The women who take time to get proper advice, understand their situation, and make considered decisions – even when that process is slower and harder – almost always end up in a better position than those who rushed. And they feel better about where they land, because they know they made informed choices.

What to do instead

Take the time you need to get proper advice and understand your situation. There are legal timeframes to be aware of – but there is a significant difference between moving at a sensible pace and being pressured into decisions you're not ready to make. If your ex is pushing you to settle quickly, that pressure itself is information. Getting it done and getting it right are not the same thing.
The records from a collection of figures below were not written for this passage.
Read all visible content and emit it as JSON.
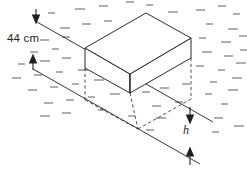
{
  "figure": {
    "type": "geometry-diagram",
    "labels": {
      "depth_above": "44 cm",
      "height_below": "h"
    },
    "colors": {
      "stroke": "#231f20",
      "water_mark": "#6d6e71",
      "background": "#ffffff"
    },
    "chart_data": {
      "type": "diagram",
      "title": "",
      "annotations": [
        {
          "name": "depth-above-water",
          "text": "44 cm",
          "unit": "cm",
          "value": 44
        },
        {
          "name": "height-below-water",
          "text": "h",
          "unit": "",
          "value": null
        }
      ]
    },
    "geometry": {
      "box_top_face": "85,48 146,13 191,38 130,74",
      "box_front_left_edge": "85,48 85,68",
      "box_front_bottom": "85,68 130,93",
      "box_right_bottom": "130,93 191,58",
      "box_right_edge": "191,38 191,58",
      "box_front_center_edge": "130,74 130,93",
      "water_line_upper": "37,22 213,122",
      "water_line_lower": "33,69 200,164",
      "hidden_edges": [
        "85,68 85,100",
        "85,100 138,129",
        "138,129 191,99",
        "191,58 191,99",
        "130,93 138,129"
      ]
    },
    "arrows": {
      "top_down": {
        "x": 36,
        "y1": 9,
        "y2": 22
      },
      "upper_up": {
        "x": 33,
        "y1": 69,
        "y2": 56
      },
      "h_down": {
        "x": 190,
        "y1": 108,
        "y2": 122
      },
      "h_up": {
        "x": 190,
        "y1": 164,
        "y2": 150
      }
    },
    "water_marks": [
      [
        48,
        13
      ],
      [
        75,
        9
      ],
      [
        99,
        6
      ],
      [
        126,
        2
      ],
      [
        146,
        5
      ],
      [
        168,
        12
      ],
      [
        196,
        10
      ],
      [
        218,
        6
      ],
      [
        233,
        14
      ],
      [
        60,
        28
      ],
      [
        82,
        24
      ],
      [
        104,
        21
      ],
      [
        206,
        24
      ],
      [
        228,
        29
      ],
      [
        40,
        40
      ],
      [
        62,
        37
      ],
      [
        199,
        38
      ],
      [
        221,
        42
      ],
      [
        239,
        36
      ],
      [
        30,
        52
      ],
      [
        52,
        49
      ],
      [
        202,
        52
      ],
      [
        224,
        56
      ],
      [
        240,
        50
      ],
      [
        18,
        64
      ],
      [
        40,
        61
      ],
      [
        62,
        58
      ],
      [
        196,
        66
      ],
      [
        218,
        70
      ],
      [
        236,
        63
      ],
      [
        12,
        78
      ],
      [
        34,
        75
      ],
      [
        56,
        72
      ],
      [
        78,
        70
      ],
      [
        160,
        88
      ],
      [
        182,
        84
      ],
      [
        210,
        82
      ],
      [
        232,
        78
      ],
      [
        28,
        90
      ],
      [
        50,
        87
      ],
      [
        72,
        84
      ],
      [
        94,
        80
      ],
      [
        116,
        77
      ],
      [
        142,
        92
      ],
      [
        205,
        94
      ],
      [
        228,
        90
      ],
      [
        44,
        103
      ],
      [
        66,
        100
      ],
      [
        88,
        97
      ],
      [
        110,
        94
      ],
      [
        152,
        106
      ],
      [
        175,
        102
      ],
      [
        221,
        104
      ],
      [
        40,
        116
      ],
      [
        62,
        113
      ],
      [
        98,
        110
      ],
      [
        128,
        116
      ],
      [
        156,
        118
      ],
      [
        214,
        118
      ],
      [
        146,
        130
      ],
      [
        212,
        132
      ],
      [
        234,
        126
      ]
    ]
  }
}
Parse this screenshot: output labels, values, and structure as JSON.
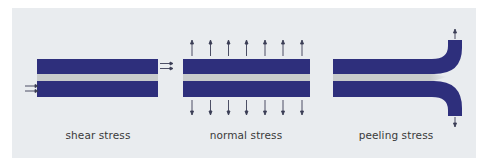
{
  "figure": {
    "background_color": "#e9ecef",
    "substrate_color": "#2e2f7c",
    "adhesive_color": "#c9cccc",
    "arrow_color": "#3a3d55",
    "panels": [
      {
        "id": "shear",
        "label": "shear stress",
        "arrow_count": 4
      },
      {
        "id": "normal",
        "label": "normal stress",
        "arrows_top": 7,
        "arrows_bottom": 7
      },
      {
        "id": "peeling",
        "label": "peeling stress",
        "arrows_top": 1,
        "arrows_bottom": 1
      }
    ]
  }
}
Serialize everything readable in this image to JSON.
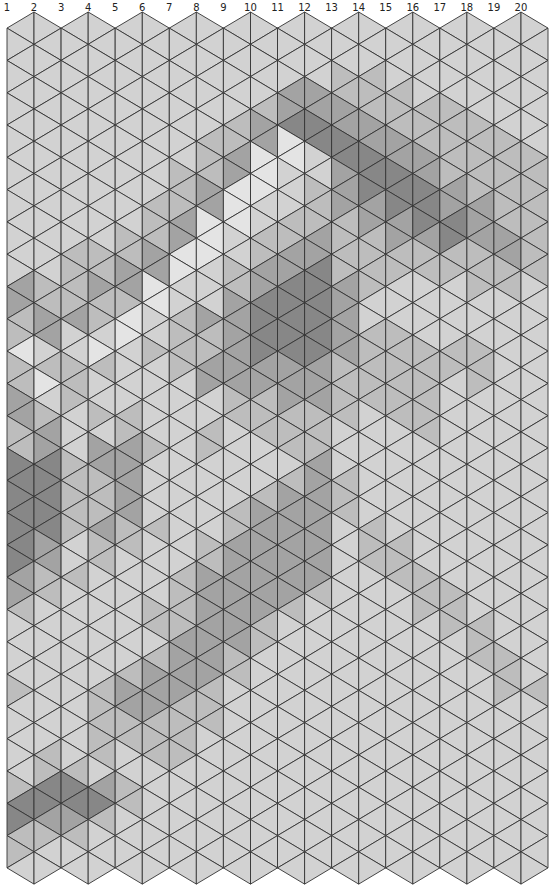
{
  "column_labels": [
    "1",
    "2",
    "3",
    "4",
    "5",
    "6",
    "7",
    "8",
    "9",
    "10",
    "11",
    "12",
    "13",
    "14",
    "15",
    "16",
    "17",
    "18",
    "19",
    "20"
  ],
  "grid": {
    "x0": 7,
    "col_width": 27.05,
    "num_columns": 20,
    "top_low": 28,
    "top_high": 12,
    "row_period": 32.3,
    "triangles_per_strip": 53,
    "line_color": "#333333",
    "line_width": 0.9
  },
  "palette": {
    "0": "#e4e4e4",
    "1": "#d2d2d2",
    "2": "#bdbdbd",
    "3": "#a3a3a3",
    "4": "#878787"
  },
  "strips": [
    "11111111111111113322022332244444443321111211111244221",
    "11111111111111112233120123344444332211111111122443211",
    "11111111111111222231122211122222112111111111112443211",
    "11111111111111223221021121332223221111111222221342111",
    "11111111111112233200111122333332211111112332211221111",
    "11111111111222330011211111211112111122123332221111111",
    "11111111122233001122221111111111112222333322221111111",
    "11111112223300011132233112211111223333333222111111111",
    "11111122330001122333333221111122333333322111111111111",
    "11111233000112233444433222111233333332211111111111111",
    "11113340011122334444433322212333333321111111111111111",
    "11113344112223344444433322233333333211111111111111111",
    "11122334433322223333322221112221111111111111111111111",
    "11122233444332222112222211111112221111111111111111111",
    "11112223344433221112222221111111222111111111111111111",
    "11111222334443221111222222111111112221111111111111111",
    "11111222223344221111221111111111111222111111111111111",
    "11111122222333222111222111111111111112221111111111111",
    "11111112222223322111111111111111111111122211111111111",
    "11111111222222221111111111111111111111111211111111111"
  ],
  "shade_legend": {
    "0": "lightest",
    "1": "light",
    "2": "medium-light",
    "3": "medium",
    "4": "dark"
  }
}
Mistake 5: Thinking Divorce Will Damage Your Children

This one sits close to my heart, because I hear it so often and I see the weight of it on women. The fear that by separating – by choosing themselves, by ending something that isn't working – they are doing irreparable harm to the people they love most.

But here's what the research actually tells us, and what I've seen play out in hundreds of families through Women's Divorce Academy.

Children are not primarily damaged by the fact of their parents separating. They are damaged by sustained conflict between parents.

A meta-analysis by Amato and Keith (1991) compared children from high-conflict intact families with children from divorced families, and found that children living with sustained parental conflict scored lower on measures of psychological adjustment and self-esteem than children whose parents had separated. The conflict is the problem – not the separation itself.

What children need most is at least one stable, present, loving parent. A mother who stays in something that makes her miserable, believing it protects her children, is often not able to be that parent.

What to do instead

Focus on being that stable, calm presence for your children. Communicate with them honestly and in an age-appropriate way. Don't put them in the middle. Model what it looks like to make hard decisions with courage and dignity. And trust that children are more resilient than we fear – particularly when they have a parent who is doing the work to stay well, present, and grounded.



There Is Light at the End of This

Every one of these mistakes comes from a good place – from wanting to be fair, to be kind, to protect the people you love. Knowing about them gives you a chance to do things differently.

And if you need a final reason to believe there is light at the end of this – the research is genuinely on your side.

An Australian study from the University of South Australia and the University of Adelaide, tracking over 1,400 women using data from the Australian Longitudinal Study on Women's Health, found that within three to four years of separation, women's life satisfaction returned to where it was before the split – and then kept climbing, eventually exceeding that of women who had remained in long-term relationships.

A separate study out of Kingston University London, which followed 10,000 people over 20 years, found women reported a significant increase in contentment for up to five years after ending their marriage – despite the financial challenges divorce brings.

This is not a promise it will be easy. It won't be. But the evidence says you will be okay. And from everything I see every day inside Women's Divorce Academy, I believe it.



If any of this resonated with you, we’d love to see you inside our WDA Circle.

We help women move through divorce with clarity, community, and steady support.

You don't have to figure this out alone.


I talked about these 5 mistakes on an episode of my podcast Divorce With Carolyn. You can listen to the full episode on your favourite platform by following this link.


SOURCES

  • Amato, P.R. & Keith, B. (1991). Parental divorce and the well-being of children: A meta-analysis. Psychological Bulletin, 110(1), 26–46.

  • Arcangeli, O., Ejova, A. et al. (2024). Does Time Heal All Wounds? Life Satisfaction Trajectories in Australian Middle-Aged Women Before and After Relationship Dissolution. Journal of Happiness Studies. DOI: https://doi.org/10.1007/s10902-024-00853-5

  • Clark, A.E. & Georgellis, Y. Kingston University London / CRESS. Longitudinal study of 10,000 UK residents over 20 years.